Spinning Silver
Naomi Novik
Del Rey, Jul 2018
480 pages, Hardcover, Paperback, Kindle, Audible book
Fantasy, Fairy retales
✭✭✭✭✭
Library loan
The cover is quite fascinating. I had to keep looking at it while I was reading the book to see if this or that was actually shown on the cover. There is a lot on there. Lots of frost crystals that almost look like the outline of a city skyline in one place, lots of falling silver coins that pass through the young woman’s hands and turn to gold coins, a sack of silver coins that I imagine represent the Staryk King’s treasure that he wanted to be changed to gold, and the image of the Staryk King. The illustration at the bottom is pretty good for a glass mountain.
The story itself is part original fantasy story and part old fairy tales rehashed and given a new look. I’m sure we’re all familiar with the Brothers Grimm and their poor overworked maidens. Turning silver or anything else into gold is nothing new. BUT, the way Ms. Novik uses the gold and the bargaining over its transformation is new. Here we have three major women; Miryem, a young Jewess daughter of a moneylender; Irina, a duke’s daughter with a touch of Staryk blood in her; and Wanda, a poor girl who’s the daughter of a drunken bully who owes Miryem’s father money.
The characters are all just normal people who get caught up in extraordinary times and can either give up or rise to the occasion. Well, half of the characters are ordinary. The other half are either Staryks or a demon. Staryks are winter people, and they are a fierce race. The demon is a hot demon and hates the Staryk people. While the humans are just afraid of them both.
The pace is pretty good throughout. There are times when things are happening fast and you just have to keep up. Then there are times when you’re just wandering along in someone’s thoughts and it seems a bit slow, but that doesn’t last too long and it does give you an in-depth feel for the character as well as setting up what happens later on. The tension throughout the story is excellent and I hated to put the book down to go to bed when I was on page 399 of 466. So the next morning I was at it with my breakfast and read until I was finished. Then I immediately started my review, which is not my usual way of doing things. Typically, I write an outline and let it sit for several days, then turn it into a full review. This one wouldn’t wait. A great fantasy novel in almost 500 pages, a standalone, with a happy ending…WOW! I had to share it right away. It’s not Young Adult, but it’s not beyond the reading abilities of that age range if they’re good comprehensive readers. You have to be able to keep the changing point of view, sometimes within a chapter, straight so that you know who’s who and what’s going on. The author uses mostly those three women I spoke of to tell the story. But there is nothing to tell you who it is when the point of view changes. One reviewer whose review I read said something about icons; but in the library version that I read, I saw no sign of icons for each speaker. Once I got into the book a little way, I had no trouble telling who was speaking. I have every intention of finding the author’s other standalone, Uprooted, to read soon. And I think I’ll give her Tremeraire series a try as well.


Task description:
Your answer must be the full listing below, repeated exactly, with no pictures in it.

Material for this exercise:
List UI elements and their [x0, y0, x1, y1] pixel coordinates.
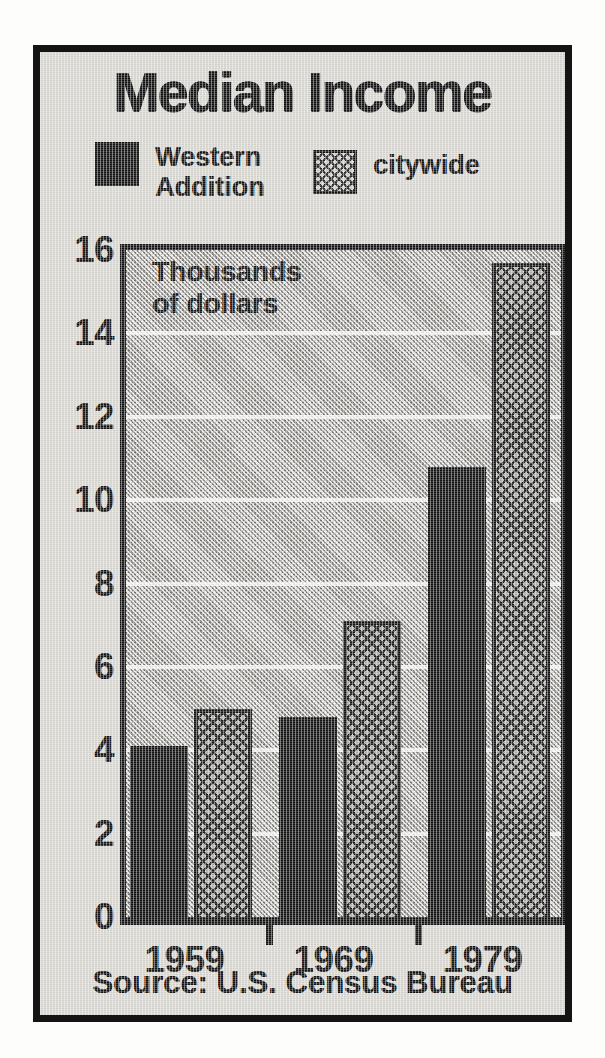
- legend-label-citywide: citywide: [373, 150, 480, 180]
- y-tick-label: 2: [94, 813, 114, 855]
- legend-item-citywide: citywide: [313, 150, 480, 194]
- plot-area: Thousands of dollars: [120, 244, 567, 925]
- y-tick-label: 16: [74, 229, 114, 271]
- bar-1969-citywide: [343, 621, 401, 917]
- chart-legend: Western Addition citywide: [95, 140, 525, 220]
- y-tick-label: 4: [94, 729, 114, 771]
- bar-1979-western-addition: [428, 467, 486, 917]
- x-tick-mark: [266, 925, 273, 945]
- chart-title: Median Income: [40, 65, 565, 120]
- legend-swatch-solid-icon: [95, 142, 139, 186]
- newspaper-page: Median Income Western Addition citywide …: [0, 0, 605, 1058]
- bars-layer: [126, 250, 561, 917]
- legend-label-western-addition: Western Addition: [155, 142, 264, 202]
- y-tick-label: 12: [74, 396, 114, 438]
- y-tick-label: 0: [94, 896, 114, 938]
- legend-item-western-addition: Western Addition: [95, 142, 264, 202]
- y-tick-label: 8: [94, 563, 114, 605]
- legend-swatch-crosshatch-icon: [313, 150, 357, 194]
- y-axis: 0246810121416: [40, 244, 120, 925]
- y-tick-label: 10: [74, 479, 114, 521]
- chart-figure-frame: Median Income Western Addition citywide …: [33, 45, 572, 1022]
- x-tick-mark: [415, 925, 422, 945]
- chart-plot-wrapper: 0246810121416 Thousands of dollars 19591…: [40, 244, 565, 944]
- bar-1959-citywide: [194, 709, 252, 917]
- y-tick-label: 14: [74, 312, 114, 354]
- plot-annotation-units: Thousands of dollars: [152, 256, 301, 320]
- bar-1959-western-addition: [130, 746, 188, 917]
- y-tick-label: 6: [94, 646, 114, 688]
- bar-1979-citywide: [492, 263, 550, 917]
- source-note: Source: U.S. Census Bureau: [40, 965, 565, 1001]
- bar-1969-western-addition: [279, 717, 337, 917]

Answer space:
List UI elements and their [x0, y0, x1, y1] pixel coordinates.
- legend-label-citywide: citywide: [373, 150, 480, 180]
- y-tick-label: 2: [94, 813, 114, 855]
- legend-item-citywide: citywide: [313, 150, 480, 194]
- plot-area: Thousands of dollars: [120, 244, 567, 925]
- y-tick-label: 16: [74, 229, 114, 271]
- bar-1969-citywide: [343, 621, 401, 917]
- chart-legend: Western Addition citywide: [95, 140, 525, 220]
- y-tick-label: 4: [94, 729, 114, 771]
- bar-1979-western-addition: [428, 467, 486, 917]
- x-tick-mark: [266, 925, 273, 945]
- chart-title: Median Income: [40, 65, 565, 120]
- legend-swatch-solid-icon: [95, 142, 139, 186]
- newspaper-page: Median Income Western Addition citywide …: [0, 0, 605, 1058]
- bars-layer: [126, 250, 561, 917]
- legend-label-western-addition: Western Addition: [155, 142, 264, 202]
- y-tick-label: 12: [74, 396, 114, 438]
- y-tick-label: 0: [94, 896, 114, 938]
- legend-item-western-addition: Western Addition: [95, 142, 264, 202]
- y-tick-label: 8: [94, 563, 114, 605]
- legend-swatch-crosshatch-icon: [313, 150, 357, 194]
- y-axis: 0246810121416: [40, 244, 120, 925]
- y-tick-label: 10: [74, 479, 114, 521]
- chart-figure-frame: Median Income Western Addition citywide …: [33, 45, 572, 1022]
- x-tick-mark: [415, 925, 422, 945]
- chart-plot-wrapper: 0246810121416 Thousands of dollars 19591…: [40, 244, 565, 944]
- bar-1959-citywide: [194, 709, 252, 917]
- y-tick-label: 14: [74, 312, 114, 354]
- plot-annotation-units: Thousands of dollars: [152, 256, 301, 320]
- bar-1959-western-addition: [130, 746, 188, 917]
- y-tick-label: 6: [94, 646, 114, 688]
- bar-1979-citywide: [492, 263, 550, 917]
- source-note: Source: U.S. Census Bureau: [40, 965, 565, 1001]
- bar-1969-western-addition: [279, 717, 337, 917]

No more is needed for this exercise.